Reverse Proxy

1. Simple Meaning

A Reverse Proxy is like a middleman between the internet user (client) and your actual application/server.

When someone visits your website:

  1. Their request first goes to Nginx (the middleman).

  2. Nginx forwards it to the correct backend server (Node.js, PHP, etc.).

  3. The backend sends the response to Nginx.

  4. Nginx sends it back to the user.

The user never directly talks to your backend server — only to Nginx.


2. Real-Life Example

Imagine:

  • You own a restaurant 🍽️

  • There’s a reception counter at the entrance

  • Customers never directly enter the kitchen

  • They tell the receptionist (reverse proxy) their order

  • The receptionist tells the chef (backend server)

  • The chef prepares the food and gives it to the receptionist

  • The receptionist gives the food to the customer

Here:

  • Customer = User’s browser

  • Receptionist = Nginx Reverse Proxy

  • Chef = Your backend application


3. Why Use a Reverse Proxy?

  • Hide your kitchen → Nobody sees your actual backend server or its IP address.

  • Handle multiple chefs → If you have many backend servers, the receptionist can send customers to the less busy one.

  • Extra services → Receptionist can give menus (static files) directly without disturbing the chef.

  • Security → Receptionist checks if the customer is allowed before passing the order.


4. Beginner-Friendly Example with Nginx

You have:

  • Frontend HTML/var/www/html

  • Backend Node.js → running on port 3000

You want:

  • example.com → show frontend

  • example.com/api → talk to backend

Nginx config:

server {
    listen 80;
    server_name example.com;

    # Serve website files directly
    location / {
        root /var/www/html;
        index index.html;
    }

    # Reverse proxy for backend
    location /api {
        proxy_pass http://localhost:3000;
    }
}

5. How it Works (Step-by-Step)

  1. User types example.com/api/users in browser.

  2. Request goes to Nginx.

  3. Nginx sees /api and forwards it to http://localhost:3000.

  4. Backend sends JSON data to Nginx.

  5. Nginx sends data to user.


6. Extra Things Nginx Can Do in Reverse Proxy

  • HTTPS (secure connection) → So backend only needs HTTP.

  • Caching → Store common responses to reply faster.

  • Load balancing → Distribute requests between multiple backend servers.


- _WHAT THE EXERCISE ASKS_
Across the data, every line with the word "perpendicular" counts once; state the total alone.

- _SUPPLIED DATA_

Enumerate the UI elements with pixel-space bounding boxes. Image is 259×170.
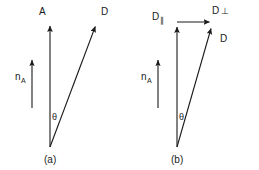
panel-a-vectors <box>32 26 95 147</box>
label-vector-D-panel-a: D <box>101 7 108 17</box>
label-vector-D-panel-b: D <box>220 34 227 44</box>
caption-panel-b: (b) <box>171 155 183 165</box>
label-vector-A: A <box>39 7 46 17</box>
label-normal-nA-panel-a: nA <box>15 72 26 84</box>
label-normal-n-glyph-b: n <box>141 71 147 82</box>
vector-lines-svg <box>0 0 259 170</box>
label-normal-subscript-A-b: A <box>147 77 152 84</box>
label-vector-D-parallel: D∥ <box>152 12 163 25</box>
label-normal-subscript-A: A <box>21 77 26 84</box>
vector-D-resultant-line <box>177 29 211 148</box>
panel-b-vectors <box>158 22 211 147</box>
vector-diagram-figure: A D nA θ (a) D∥ D⊥ D nA θ (b) <box>0 0 259 170</box>
caption-panel-a: (a) <box>44 155 56 165</box>
label-perpendicular-symbol: ⊥ <box>219 6 229 16</box>
label-angle-theta-panel-b: θ <box>179 113 184 122</box>
label-parallel-symbol: ∥ <box>159 16 163 25</box>
vector-D-line <box>50 27 95 148</box>
label-normal-n-glyph: n <box>15 71 21 82</box>
label-normal-nA-panel-b: nA <box>141 72 152 84</box>
label-angle-theta-panel-a: θ <box>52 113 57 122</box>
label-vector-D-perpendicular: D⊥ <box>212 6 229 16</box>
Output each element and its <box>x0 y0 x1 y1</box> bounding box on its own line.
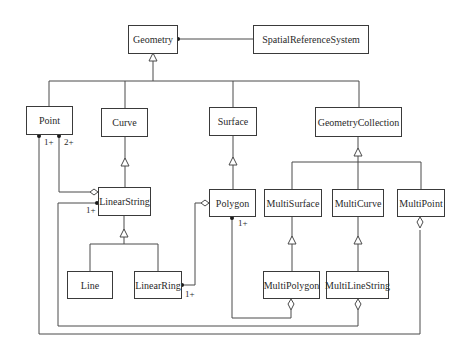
class-multi-polygon: MultiPolygon <box>263 271 320 299</box>
class-multi-point: MultiPoint <box>397 189 445 217</box>
class-spatial-reference-system: SpatialReferenceSystem <box>253 25 369 54</box>
class-multi-surface: MultiSurface <box>264 189 322 217</box>
class-multi-curve: MultiCurve <box>332 189 384 217</box>
generalization-arrow-surface <box>229 157 237 165</box>
generalization-arrow-curve <box>121 158 129 166</box>
aggregation-diamond-multipoint <box>417 217 423 228</box>
class-point: Point <box>26 106 73 135</box>
connector-layer <box>0 0 470 352</box>
class-geometry: Geometry <box>128 25 178 54</box>
class-curve: Curve <box>101 108 148 137</box>
aggregation-linearring-polygon <box>182 203 201 285</box>
class-geometry-collection: GeometryCollection <box>315 107 402 137</box>
class-linear-string: LinearString <box>98 187 151 216</box>
class-linear-ring: LinearRing <box>134 271 182 299</box>
multiplicity-label: 1+ <box>238 218 248 228</box>
aggregation-diamond-linearstring <box>90 189 98 195</box>
generalization-arrow-geometrycollection <box>354 148 362 156</box>
multiplicity-label: 1+ <box>185 289 195 299</box>
aggregation-diamond-multipolygon <box>288 299 294 310</box>
class-surface: Surface <box>209 107 257 136</box>
multiplicity-label: 1+ <box>86 205 96 215</box>
generalization-arrow-multicurve <box>354 236 362 244</box>
aggregation-polygon-multipolygon <box>232 217 291 318</box>
class-line: Line <box>67 271 113 299</box>
aggregation-diamond-polygon <box>201 200 209 206</box>
multiplicity-label: 1+ <box>44 137 54 147</box>
generalization-arrow-geometry <box>149 53 157 61</box>
aggregation-linearstring-multilinestring <box>58 203 358 326</box>
generalization-arrow-multisurface <box>288 236 296 244</box>
multiplicity-label: 2+ <box>64 137 74 147</box>
class-polygon: Polygon <box>209 189 256 217</box>
class-multi-line-string: MultiLineString <box>326 271 389 299</box>
aggregation-diamond-multilinestring <box>355 299 361 310</box>
generalization-arrow-linearstring <box>120 229 128 237</box>
uml-diagram: Geometry SpatialReferenceSystem Point Cu… <box>0 0 470 352</box>
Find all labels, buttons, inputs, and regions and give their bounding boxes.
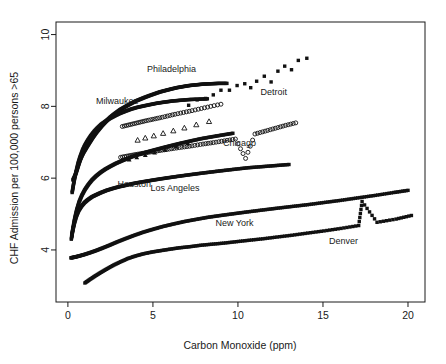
series-label-detroit: Detroit bbox=[260, 87, 287, 97]
data-point bbox=[385, 219, 388, 222]
data-point bbox=[228, 89, 231, 92]
plot-area: 0510152046810 PhiladelphiaMilwaukeeDetro… bbox=[0, 0, 446, 364]
data-point bbox=[249, 86, 252, 89]
data-point bbox=[375, 221, 378, 224]
data-point bbox=[391, 218, 394, 221]
y-tick-label-4: 4 bbox=[39, 247, 51, 253]
x-axis-title: Carbon Monoxide (ppm) bbox=[183, 339, 296, 351]
series-label-denver: Denver bbox=[329, 236, 358, 246]
data-point bbox=[358, 216, 361, 219]
data-point bbox=[287, 163, 290, 166]
data-point bbox=[241, 152, 245, 156]
data-point bbox=[151, 133, 156, 138]
data-markers-layer bbox=[69, 57, 413, 285]
series-detroit bbox=[187, 57, 309, 107]
x-tick-label-10: 10 bbox=[232, 309, 244, 321]
data-point bbox=[243, 82, 246, 85]
data-point bbox=[255, 80, 258, 83]
y-axis-title: CHF Admission per 100,000 persons >65 bbox=[8, 72, 20, 264]
data-point bbox=[305, 57, 308, 60]
y-tick-label-8: 8 bbox=[39, 103, 51, 109]
data-point bbox=[204, 97, 207, 100]
data-point bbox=[212, 93, 215, 96]
data-point bbox=[358, 220, 361, 223]
data-point bbox=[359, 212, 362, 215]
data-point bbox=[283, 64, 286, 67]
data-point bbox=[161, 131, 166, 136]
data-point bbox=[370, 214, 373, 217]
y-tick-label-10: 10 bbox=[39, 29, 51, 41]
series-label-philadelphia: Philadelphia bbox=[147, 64, 196, 74]
data-point bbox=[187, 104, 190, 107]
series-label-chicago: Chicago bbox=[223, 138, 256, 148]
data-point bbox=[342, 226, 345, 229]
data-point bbox=[182, 125, 187, 130]
data-point bbox=[348, 225, 351, 228]
data-point bbox=[297, 59, 300, 62]
x-tick-label-15: 15 bbox=[317, 309, 329, 321]
x-tick-label-20: 20 bbox=[402, 309, 414, 321]
data-point bbox=[235, 84, 238, 87]
data-point bbox=[382, 220, 385, 223]
chf-carbon-monoxide-scatter-figure: 0510152046810 PhiladelphiaMilwaukeeDetro… bbox=[0, 0, 446, 364]
data-point bbox=[388, 218, 391, 221]
data-point bbox=[231, 132, 234, 135]
data-point bbox=[368, 210, 371, 213]
data-point bbox=[373, 217, 376, 220]
data-point bbox=[354, 224, 357, 227]
data-point bbox=[206, 119, 211, 124]
data-point bbox=[171, 128, 176, 133]
data-point bbox=[345, 226, 348, 229]
data-point bbox=[290, 68, 293, 71]
axes-frame-layer bbox=[56, 22, 425, 302]
series-los-angeles bbox=[70, 163, 291, 241]
data-point bbox=[360, 204, 363, 207]
x-tick-label-0: 0 bbox=[65, 309, 71, 321]
plot-frame bbox=[56, 22, 425, 302]
data-point bbox=[263, 75, 266, 78]
series-label-milwaukee: Milwaukee bbox=[96, 96, 139, 106]
data-point bbox=[379, 220, 382, 223]
y-tick-label-6: 6 bbox=[39, 175, 51, 181]
data-point bbox=[135, 138, 140, 143]
data-point bbox=[246, 150, 250, 154]
data-point bbox=[351, 225, 354, 228]
series-label-new-york: New York bbox=[215, 218, 254, 228]
data-point bbox=[359, 208, 362, 211]
x-tick-label-5: 5 bbox=[150, 309, 156, 321]
series-label-houston: Houston bbox=[117, 179, 151, 189]
data-point bbox=[363, 203, 366, 206]
series-label-los-angeles: Los Angeles bbox=[150, 183, 200, 193]
data-point bbox=[406, 189, 409, 192]
data-point bbox=[410, 214, 413, 217]
data-point bbox=[276, 69, 279, 72]
data-point bbox=[244, 156, 248, 160]
data-point bbox=[269, 80, 272, 83]
data-point bbox=[339, 227, 342, 230]
data-point bbox=[294, 121, 298, 125]
data-point bbox=[219, 89, 222, 92]
data-point bbox=[365, 207, 368, 210]
data-point bbox=[360, 200, 363, 203]
data-point bbox=[194, 122, 199, 127]
data-point bbox=[195, 98, 198, 101]
data-point bbox=[225, 82, 228, 85]
data-point bbox=[143, 135, 148, 140]
data-point bbox=[357, 224, 360, 227]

- _EXERCISE OUTPUT_
2